In global energy circles, the most consequential deals are often not the loudest. They unfold quietly, reshape portfolios, recalibrate value, and only later reveal their full significance.

The recent strategic transaction between Conoil Producing Limited and TotalEnergies belongs firmly in that category. A deal whose implications stretch beyond balance sheets into Nigeria’s long-troubled oil production narrative.

For Mike Adenuga, named The Boss of the Year 2025 by The Boss Newspapers, the agreement is more than a corporate milestone. It is the culmination of a long-term upstream strategy that is now translating into hard value barrels, cash flow, and renewed confidence in indigenous capacity.

At the heart of the transaction is a portfolio rebalancing agreement that sees TotalEnergies deepen its interest in an offshore asset while Conoil consolidates full ownership of a producing block critical to its medium-term growth trajectory. The parties have not publicly disclosed the monetary value, industry analysts place similar offshore and shallow-water asset transfers in the high hundreds of millions of dollars, depending on reserve certification and development timelines.
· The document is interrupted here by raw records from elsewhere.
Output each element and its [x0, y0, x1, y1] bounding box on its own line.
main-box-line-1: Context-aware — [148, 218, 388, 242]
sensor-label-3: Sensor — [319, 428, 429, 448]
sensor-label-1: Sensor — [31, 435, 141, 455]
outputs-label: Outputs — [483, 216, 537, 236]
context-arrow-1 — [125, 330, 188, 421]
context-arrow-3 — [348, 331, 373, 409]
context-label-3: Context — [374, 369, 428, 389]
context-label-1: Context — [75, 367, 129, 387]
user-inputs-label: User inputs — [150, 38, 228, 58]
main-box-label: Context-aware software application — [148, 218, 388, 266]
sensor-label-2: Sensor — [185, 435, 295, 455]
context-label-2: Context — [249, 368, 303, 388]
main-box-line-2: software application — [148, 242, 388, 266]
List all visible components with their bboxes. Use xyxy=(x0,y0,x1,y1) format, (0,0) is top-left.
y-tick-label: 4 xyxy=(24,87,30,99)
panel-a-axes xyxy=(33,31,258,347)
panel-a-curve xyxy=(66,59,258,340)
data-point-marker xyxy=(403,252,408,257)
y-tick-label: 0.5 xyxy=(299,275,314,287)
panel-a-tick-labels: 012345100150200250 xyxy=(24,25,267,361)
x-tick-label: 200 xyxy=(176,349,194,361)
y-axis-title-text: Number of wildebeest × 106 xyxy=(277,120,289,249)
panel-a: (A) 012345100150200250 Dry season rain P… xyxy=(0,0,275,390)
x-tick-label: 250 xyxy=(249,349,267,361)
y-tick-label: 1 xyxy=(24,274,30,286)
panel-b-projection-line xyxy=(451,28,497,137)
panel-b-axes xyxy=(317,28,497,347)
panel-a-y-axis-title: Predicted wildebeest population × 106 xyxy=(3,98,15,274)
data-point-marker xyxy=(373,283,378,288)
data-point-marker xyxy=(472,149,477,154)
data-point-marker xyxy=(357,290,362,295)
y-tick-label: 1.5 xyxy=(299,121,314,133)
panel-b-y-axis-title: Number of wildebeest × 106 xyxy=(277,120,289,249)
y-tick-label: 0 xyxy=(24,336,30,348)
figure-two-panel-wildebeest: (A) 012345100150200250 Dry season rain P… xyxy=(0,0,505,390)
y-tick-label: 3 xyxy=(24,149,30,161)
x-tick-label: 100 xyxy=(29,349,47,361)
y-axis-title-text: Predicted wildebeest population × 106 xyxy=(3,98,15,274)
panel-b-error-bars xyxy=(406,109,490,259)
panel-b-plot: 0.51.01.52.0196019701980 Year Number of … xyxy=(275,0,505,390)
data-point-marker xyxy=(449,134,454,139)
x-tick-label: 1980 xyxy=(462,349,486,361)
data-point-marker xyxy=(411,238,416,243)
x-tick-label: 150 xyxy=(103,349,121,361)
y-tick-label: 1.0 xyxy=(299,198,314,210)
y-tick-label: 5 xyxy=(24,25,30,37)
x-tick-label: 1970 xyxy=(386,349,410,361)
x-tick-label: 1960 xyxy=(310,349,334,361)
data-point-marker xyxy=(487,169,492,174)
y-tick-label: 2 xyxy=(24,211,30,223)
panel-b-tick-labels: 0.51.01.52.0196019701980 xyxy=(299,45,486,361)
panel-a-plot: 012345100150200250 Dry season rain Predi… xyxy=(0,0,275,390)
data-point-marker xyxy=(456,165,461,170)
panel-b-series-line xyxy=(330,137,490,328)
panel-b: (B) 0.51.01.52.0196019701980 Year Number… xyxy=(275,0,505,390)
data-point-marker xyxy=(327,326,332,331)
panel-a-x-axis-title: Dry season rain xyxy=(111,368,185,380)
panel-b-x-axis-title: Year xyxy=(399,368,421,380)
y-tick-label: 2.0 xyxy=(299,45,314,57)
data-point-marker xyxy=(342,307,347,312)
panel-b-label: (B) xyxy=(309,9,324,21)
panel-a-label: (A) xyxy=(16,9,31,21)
What is indisputable, however, is the deal’s structural clarity: each partner exits with assets aligned to its strategic strengths.
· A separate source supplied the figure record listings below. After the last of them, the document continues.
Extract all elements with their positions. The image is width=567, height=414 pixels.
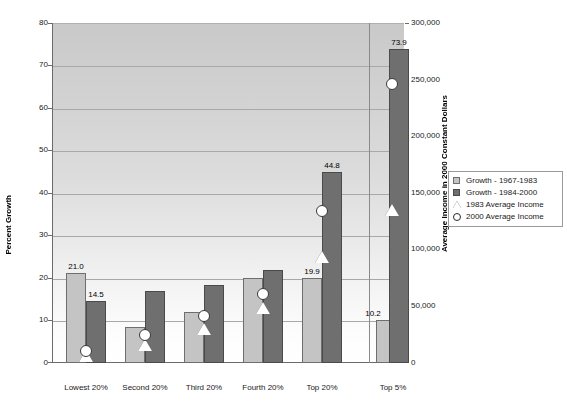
y-tickmark-50 [48, 150, 52, 151]
y-tick-40: 40 [14, 189, 48, 197]
x-category-second20: Second 20% [115, 383, 175, 392]
gridline-70 [53, 66, 404, 67]
y-tickmark-80 [48, 23, 52, 24]
y-axis-title: Percent Growth [4, 195, 13, 255]
bar-label-top5-light: 10.2 [357, 310, 389, 318]
gridline-50 [53, 151, 404, 152]
y-tickmark-20 [48, 278, 52, 279]
marker-2000-income-top5[interactable] [386, 78, 398, 90]
marker-2000-income-top20[interactable] [316, 205, 328, 217]
y-axis-line [52, 23, 53, 363]
bar-growth-1967-1983-top20[interactable] [302, 278, 322, 363]
chart-figure: 80 70 60 50 40 30 20 10 0 300,000 250,00… [0, 0, 567, 414]
x-category-lowest20: Lowest 20% [56, 383, 116, 392]
bar-label-top5-dark: 73.9 [383, 39, 415, 47]
legend-label-2000-average-income: 2000 Average Income [466, 212, 544, 221]
y2-tickmark-300000 [405, 23, 409, 24]
legend-item-2000-average-income[interactable]: 2000 Average Income [452, 211, 559, 222]
y-tick-10: 10 [14, 316, 48, 324]
y-tickmark-0 [48, 362, 52, 363]
marker-2000-income-lowest20[interactable] [80, 345, 92, 357]
y-tick-0: 0 [14, 359, 48, 367]
legend-item-1983-average-income[interactable]: 1983 Average Income [452, 199, 559, 210]
circle-marker-icon [452, 211, 463, 222]
square-dark-icon [452, 187, 463, 198]
bar-growth-1984-2000-fourth20[interactable] [263, 270, 283, 363]
bar-label-lowest20-dark: 14.5 [80, 291, 112, 299]
x-category-third20: Third 20% [174, 383, 234, 392]
marker-1983-income-third20[interactable] [197, 323, 211, 335]
legend-item-growth-1967-1983[interactable]: Growth - 1967-1983 [452, 175, 559, 186]
y2-tick-200000: 200,000 [411, 132, 440, 140]
y2-tick-0: 0 [411, 359, 415, 367]
x-category-fourth20: Fourth 20% [233, 383, 293, 392]
gridline-40 [53, 194, 404, 195]
y-tickmark-10 [48, 320, 52, 321]
marker-2000-income-fourth20[interactable] [257, 288, 269, 300]
legend-label-growth-1967-1983: Growth - 1967-1983 [466, 176, 537, 185]
bar-growth-1984-2000-second20[interactable] [145, 291, 165, 363]
y-tick-30: 30 [14, 231, 48, 239]
y-tickmark-60 [48, 108, 52, 109]
chart-legend: Growth - 1967-1983 Growth - 1984-2000 19… [448, 171, 563, 227]
y-tickmark-70 [48, 65, 52, 66]
y2-tick-100000: 100,000 [411, 245, 440, 253]
marker-1983-income-top5[interactable] [385, 204, 399, 216]
x-category-top5: Top 5% [363, 383, 423, 392]
y-tick-50: 50 [14, 146, 48, 154]
triangle-marker-icon [452, 199, 463, 210]
marker-1983-income-top20[interactable] [315, 251, 329, 263]
x-category-top20: Top 20% [292, 383, 352, 392]
bar-label-top20-light: 19.9 [296, 268, 328, 276]
bar-label-top20-dark: 44.8 [316, 162, 348, 170]
y-tick-80: 80 [14, 19, 48, 27]
y2-tick-300000: 300,000 [411, 19, 440, 27]
square-light-icon [452, 175, 463, 186]
marker-2000-income-third20[interactable] [198, 310, 210, 322]
gridline-30 [53, 236, 404, 237]
y-tick-70: 70 [14, 61, 48, 69]
bar-label-lowest20-light: 21.0 [60, 263, 92, 271]
legend-label-1983-average-income: 1983 Average Income [466, 200, 544, 209]
marker-1983-income-fourth20[interactable] [256, 302, 270, 314]
legend-item-growth-1984-2000[interactable]: Growth - 1984-2000 [452, 187, 559, 198]
y-tick-60: 60 [14, 104, 48, 112]
legend-label-growth-1984-2000: Growth - 1984-2000 [466, 188, 537, 197]
chart-title [0, 0, 567, 5]
y2-tick-150000: 150,000 [411, 189, 440, 197]
y-tick-20: 20 [14, 274, 48, 282]
y-tickmark-40 [48, 193, 52, 194]
y2-tick-250000: 250,000 [411, 76, 440, 84]
y-tickmark-30 [48, 235, 52, 236]
marker-2000-income-second20[interactable] [139, 329, 151, 341]
y2-tick-50000: 50,000 [411, 302, 435, 310]
gridline-20 [53, 279, 404, 280]
gridline-60 [53, 109, 404, 110]
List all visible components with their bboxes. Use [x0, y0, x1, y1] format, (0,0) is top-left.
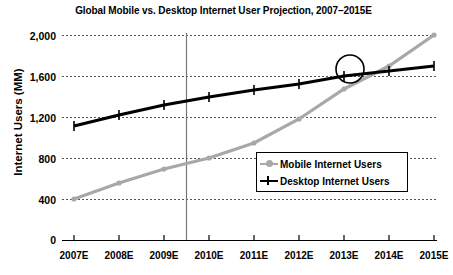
chart-legend: Mobile Internet Users Desktop Internet U…	[256, 152, 408, 192]
legend-marker-desktop-icon	[260, 175, 278, 187]
legend-marker-mobile-icon	[260, 158, 278, 170]
x-tick-label-2011E: 2011E	[232, 250, 276, 261]
x-tick-label-2010E: 2010E	[187, 250, 231, 261]
x-tick-label-2014E: 2014E	[367, 250, 411, 261]
x-tick-label-2008E: 2008E	[97, 250, 141, 261]
x-tick-label-2009E: 2009E	[142, 250, 186, 261]
legend-item-desktop: Desktop Internet Users	[260, 173, 389, 189]
x-axis	[62, 235, 437, 241]
x-tick-label-2007E: 2007E	[52, 250, 96, 261]
crossover-highlight-circle	[336, 55, 364, 83]
series-desktop-internet-users	[74, 61, 434, 131]
x-tick-label-2013E: 2013E	[322, 250, 366, 261]
x-tick-label-2015E: 2015E	[412, 250, 453, 261]
x-tick-label-2012E: 2012E	[277, 250, 321, 261]
legend-label-mobile: Mobile Internet Users	[280, 159, 382, 170]
legend-item-mobile: Mobile Internet Users	[260, 156, 382, 172]
legend-label-desktop: Desktop Internet Users	[280, 176, 389, 187]
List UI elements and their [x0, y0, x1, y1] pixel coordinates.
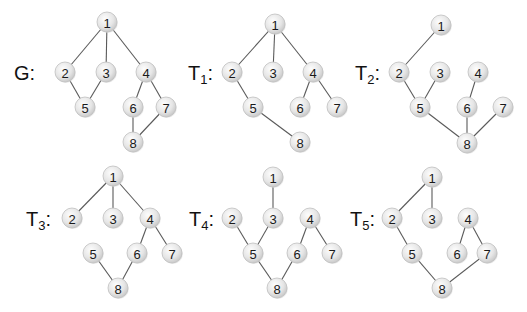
- node-label: 3: [102, 66, 109, 81]
- node-4: 4: [468, 62, 489, 83]
- node-7: 7: [493, 97, 514, 118]
- node-8: 8: [108, 278, 129, 299]
- node-label: 1: [103, 16, 110, 31]
- node-6: 6: [123, 97, 144, 118]
- node-label: 5: [249, 247, 256, 262]
- node-4: 4: [140, 208, 161, 229]
- node-label: 5: [416, 101, 423, 116]
- node-6: 6: [457, 97, 478, 118]
- node-label: 6: [129, 101, 136, 116]
- node-label: 8: [463, 137, 470, 152]
- node-label: 4: [306, 212, 313, 227]
- node-2: 2: [62, 208, 83, 229]
- node-label: 7: [328, 247, 335, 262]
- node-label: 8: [296, 136, 303, 151]
- node-5: 5: [83, 243, 104, 264]
- node-8: 8: [432, 278, 453, 299]
- node-6: 6: [447, 243, 468, 264]
- node-label: 7: [168, 247, 175, 262]
- node-label: 2: [68, 212, 75, 227]
- node-label: 7: [162, 101, 169, 116]
- node-label: 6: [133, 247, 140, 262]
- node-7: 7: [327, 97, 348, 118]
- node-label: 6: [463, 101, 470, 116]
- node-label: 6: [296, 101, 303, 116]
- node-5: 5: [243, 97, 264, 118]
- node-3: 3: [96, 62, 117, 83]
- node-label: 5: [89, 247, 96, 262]
- graph-label-t4: T4:: [189, 208, 214, 233]
- graph-label-g: G:: [14, 62, 35, 84]
- node-label: 2: [388, 212, 395, 227]
- node-label: 7: [333, 101, 340, 116]
- node-label: 3: [428, 212, 435, 227]
- node-1: 1: [422, 167, 443, 188]
- node-label: 5: [81, 101, 88, 116]
- node-label: 4: [146, 212, 153, 227]
- node-label: 7: [483, 247, 490, 262]
- graph-label-t3: T3:: [26, 208, 51, 233]
- node-7: 7: [322, 243, 343, 264]
- graph-t5: T5:12345678: [350, 167, 498, 299]
- node-8: 8: [267, 278, 288, 299]
- node-2: 2: [55, 62, 76, 83]
- node-label: 1: [437, 19, 444, 34]
- node-label: 3: [109, 212, 116, 227]
- node-label: 4: [464, 212, 471, 227]
- node-label: 2: [61, 66, 68, 81]
- graph-figure: G:12345678T1:12345678T2:12345678T3:12345…: [0, 0, 527, 312]
- graph-label-t2: T2:: [355, 62, 380, 87]
- node-label: 6: [453, 247, 460, 262]
- node-2: 2: [382, 208, 403, 229]
- node-3: 3: [103, 208, 124, 229]
- node-label: 8: [129, 136, 136, 151]
- node-2: 2: [222, 208, 243, 229]
- node-5: 5: [75, 97, 96, 118]
- node-label: 3: [436, 66, 443, 81]
- node-4: 4: [458, 208, 479, 229]
- node-label: 7: [499, 101, 506, 116]
- node-6: 6: [287, 243, 308, 264]
- node-label: 2: [228, 66, 235, 81]
- node-label: 6: [293, 247, 300, 262]
- graphs-root: G:12345678T1:12345678T2:12345678T3:12345…: [14, 12, 514, 299]
- graph-t2: T2:12345678: [355, 15, 514, 154]
- node-label: 8: [273, 282, 280, 297]
- node-6: 6: [290, 97, 311, 118]
- node-label: 3: [269, 212, 276, 227]
- node-1: 1: [103, 166, 124, 187]
- node-8: 8: [123, 132, 144, 153]
- node-4: 4: [300, 208, 321, 229]
- node-1: 1: [263, 167, 284, 188]
- node-label: 8: [438, 282, 445, 297]
- node-4: 4: [136, 62, 157, 83]
- node-label: 8: [114, 282, 121, 297]
- node-7: 7: [162, 243, 183, 264]
- node-8: 8: [290, 132, 311, 153]
- graph-label-t1: T1:: [188, 62, 213, 87]
- node-label: 2: [395, 66, 402, 81]
- node-label: 1: [428, 171, 435, 186]
- node-label: 3: [269, 66, 276, 81]
- node-label: 1: [271, 18, 278, 33]
- node-2: 2: [389, 62, 410, 83]
- graph-t3: T3:12345678: [26, 166, 183, 299]
- node-5: 5: [402, 243, 423, 264]
- node-label: 5: [249, 101, 256, 116]
- node-7: 7: [477, 243, 498, 264]
- graph-label-t5: T5:: [350, 208, 375, 233]
- node-label: 4: [309, 66, 316, 81]
- node-4: 4: [303, 62, 324, 83]
- node-5: 5: [410, 97, 431, 118]
- node-8: 8: [457, 133, 478, 154]
- node-label: 4: [474, 66, 481, 81]
- node-2: 2: [222, 62, 243, 83]
- node-label: 1: [269, 171, 276, 186]
- node-3: 3: [263, 208, 284, 229]
- graph-g: G:12345678: [14, 12, 177, 153]
- graph-t4: T4:12345678: [189, 167, 343, 299]
- node-label: 2: [228, 212, 235, 227]
- node-label: 5: [408, 247, 415, 262]
- node-3: 3: [430, 62, 451, 83]
- node-3: 3: [422, 208, 443, 229]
For Conoil, the transaction represents something more profound than asset shuffling. It is the validation of an indigenous oil company’s ability to operate, produce, and partner at scale. That validation was already underway in 2024, when Conoil achieved a landmark breakthrough: the successful production and export of Obodo crude, a new Nigerian crude blend from its onshore acreage.
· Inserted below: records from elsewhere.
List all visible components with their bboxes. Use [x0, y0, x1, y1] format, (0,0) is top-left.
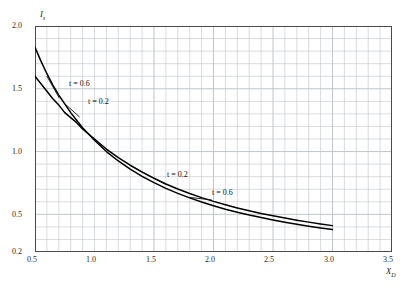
y-axis-title-sub: s [43, 15, 45, 21]
y-tick-2: 1.0 [12, 147, 22, 156]
x-tick-0: 0.5 [27, 255, 37, 264]
curve-t-0-2 [35, 76, 333, 225]
chart-figure: 0.51.01.52.02.53.03.5 2.01.51.00.50.2 Is… [0, 0, 419, 289]
annotation-t02-lower: t = 0.2 [167, 170, 188, 179]
plot-area [35, 26, 392, 252]
x-axis-title: XD [386, 266, 396, 278]
curve-t-0-6 [35, 47, 333, 229]
x-tick-5: 3.0 [324, 255, 334, 264]
x-tick-1: 1.0 [86, 255, 96, 264]
annotation-leader-lines [47, 76, 212, 200]
annotation-t02-upper: t = 0.2 [88, 97, 109, 106]
x-tick-6: 3.5 [383, 255, 393, 264]
plot-svg [35, 26, 392, 252]
annotation-t06-upper: t = 0.6 [69, 79, 90, 88]
y-axis-title: Is [40, 9, 45, 21]
annotation-t06-lower: t = 0.6 [212, 188, 233, 197]
x-axis-title-sub: D [391, 272, 395, 278]
y-tick-0: 2.0 [12, 21, 22, 30]
x-tick-2: 1.5 [146, 255, 156, 264]
y-tick-3: 0.5 [12, 210, 22, 219]
y-tick-1: 1.5 [12, 84, 22, 93]
x-tick-3: 2.0 [205, 255, 215, 264]
y-tick-4: 0.2 [12, 247, 22, 256]
x-tick-4: 2.5 [264, 255, 274, 264]
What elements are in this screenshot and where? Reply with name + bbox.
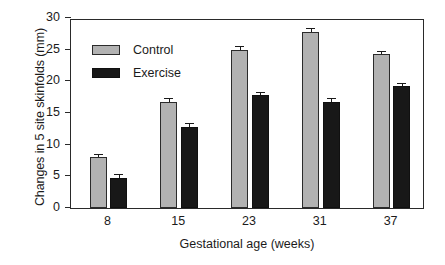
error-bar-cap (164, 98, 173, 99)
x-axis-tick-label: 23 (242, 214, 256, 228)
bar-control-15w (160, 102, 177, 208)
skinfold-bar-chart-figure: Changes in 5 site skinfolds (mm) 0510152… (0, 0, 445, 265)
error-bar-stem (189, 124, 190, 127)
error-bar-stem (260, 93, 261, 95)
y-axis-tick-label: 25 (46, 42, 60, 56)
bar-control-31w (302, 32, 319, 208)
y-axis-tick-label: 0 (53, 200, 60, 214)
y-axis-tick-label: 10 (46, 137, 60, 151)
error-bar-stem (402, 84, 403, 86)
legend-label: Exercise (133, 66, 181, 80)
error-bar-stem (169, 99, 170, 102)
error-bar-stem (331, 99, 332, 102)
error-bar-stem (98, 155, 99, 158)
error-bar-stem (381, 52, 382, 55)
y-axis-title: Changes in 5 site skinfolds (mm) (33, 7, 47, 227)
error-bar-cap (185, 123, 194, 124)
legend-label: Control (133, 43, 173, 57)
bar-exercise-15w (181, 127, 198, 208)
x-axis-tick-label: 31 (313, 214, 327, 228)
bar-control-37w (373, 54, 390, 208)
error-bar-cap (256, 92, 265, 93)
bar-exercise-8w (110, 178, 127, 208)
legend-item-exercise: Exercise (92, 61, 181, 84)
legend-swatch-control (92, 45, 120, 55)
bar-exercise-23w (252, 95, 269, 208)
error-bar-cap (94, 154, 103, 155)
x-axis-tick-label: 15 (171, 214, 185, 228)
bar-control-8w (90, 157, 107, 208)
error-bar-cap (235, 46, 244, 47)
error-bar-cap (327, 98, 336, 99)
y-axis-tick-label: 15 (46, 105, 60, 119)
error-bar-cap (114, 174, 123, 175)
legend-swatch-exercise (92, 68, 120, 78)
legend-item-control: Control (92, 38, 181, 61)
error-bar-stem (119, 175, 120, 177)
error-bar-stem (311, 29, 312, 32)
x-axis-title: Gestational age (weeks) (70, 237, 424, 251)
x-axis-tick-label: 37 (384, 214, 398, 228)
bar-exercise-31w (323, 102, 340, 208)
chart-legend: ControlExercise (92, 38, 181, 84)
error-bar-cap (397, 83, 406, 84)
y-axis-tick-label: 30 (46, 10, 60, 24)
error-bar-stem (240, 47, 241, 50)
y-axis-tick: 30 (65, 17, 71, 18)
y-axis-tick-label: 20 (46, 73, 60, 87)
bar-exercise-37w (393, 86, 410, 208)
error-bar-cap (306, 28, 315, 29)
bar-control-23w (231, 50, 248, 208)
error-bar-cap (377, 51, 386, 52)
x-axis-tick-label: 8 (104, 214, 111, 228)
y-axis-tick-label: 5 (53, 168, 60, 182)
In a country where new crude streams have become rare, Obodo’s emergence signalled operational maturity. More importantly, it shifted Conoil from being perceived primarily as a downstream and marginal upstream player into a full-spectrum producer with export-grade assets.

The commercial impact was immediate. Obodo crude enhanced Conoil’s revenue profile, strengthened cash flows, and materially improved the company’s asset valuation.

For Mike Adenuga, Obodo represented something else entirely: oil income with scale and durability. Producing crude shifts wealth from theoretical to realised. It is the difference between potential and proof.

That momentum was reinforced by Conoil’s acquisition of a new drilling rig, a move that underscored its intent to control not just resources, but execution. In an industry where rig availability often dictates production timelines, owning modern drilling capacity gives Conoil a strategic advantage lowering costs, reducing dependency, and accelerating development cycles. It also enhances the company’s bargaining power in partnerships such as the one with TotalEnergies.

Taken together, the Obodo crude success, the rig acquisition, and the TotalEnergies transaction, these moves materially expand Conoil’s enterprise value. While private company valuations remain opaque, upstream assets with proven production, infrastructure control, and international partnerships typically command significant multiple expansion. For Adenuga, all of these represents a stabilising and appreciating pillar of wealth.

As The Boss Newspapers honours Mike Adenuga as Boss of the Year 2025, the recognition lands at a moment when his oil ambitions are no longer peripheral to his legacy. They are central. In Obodo crude, in steel rigs, and in carefully negotiated partnerships, Adenuga is shaping a version of Nigerian capitalism that privileges patience, scale, and execution over spectacle.

In the end, the most powerful statement of wealth is not net worth rankings or headlines. It is the ability to convert strategy into assets, assets into production, and production into national relevance. On that score, the Conoil–TotalEnergies deal may well stand as one of the most consequential chapters in Mike Adenuga’s business story and in Nigeria’s evolving oil future.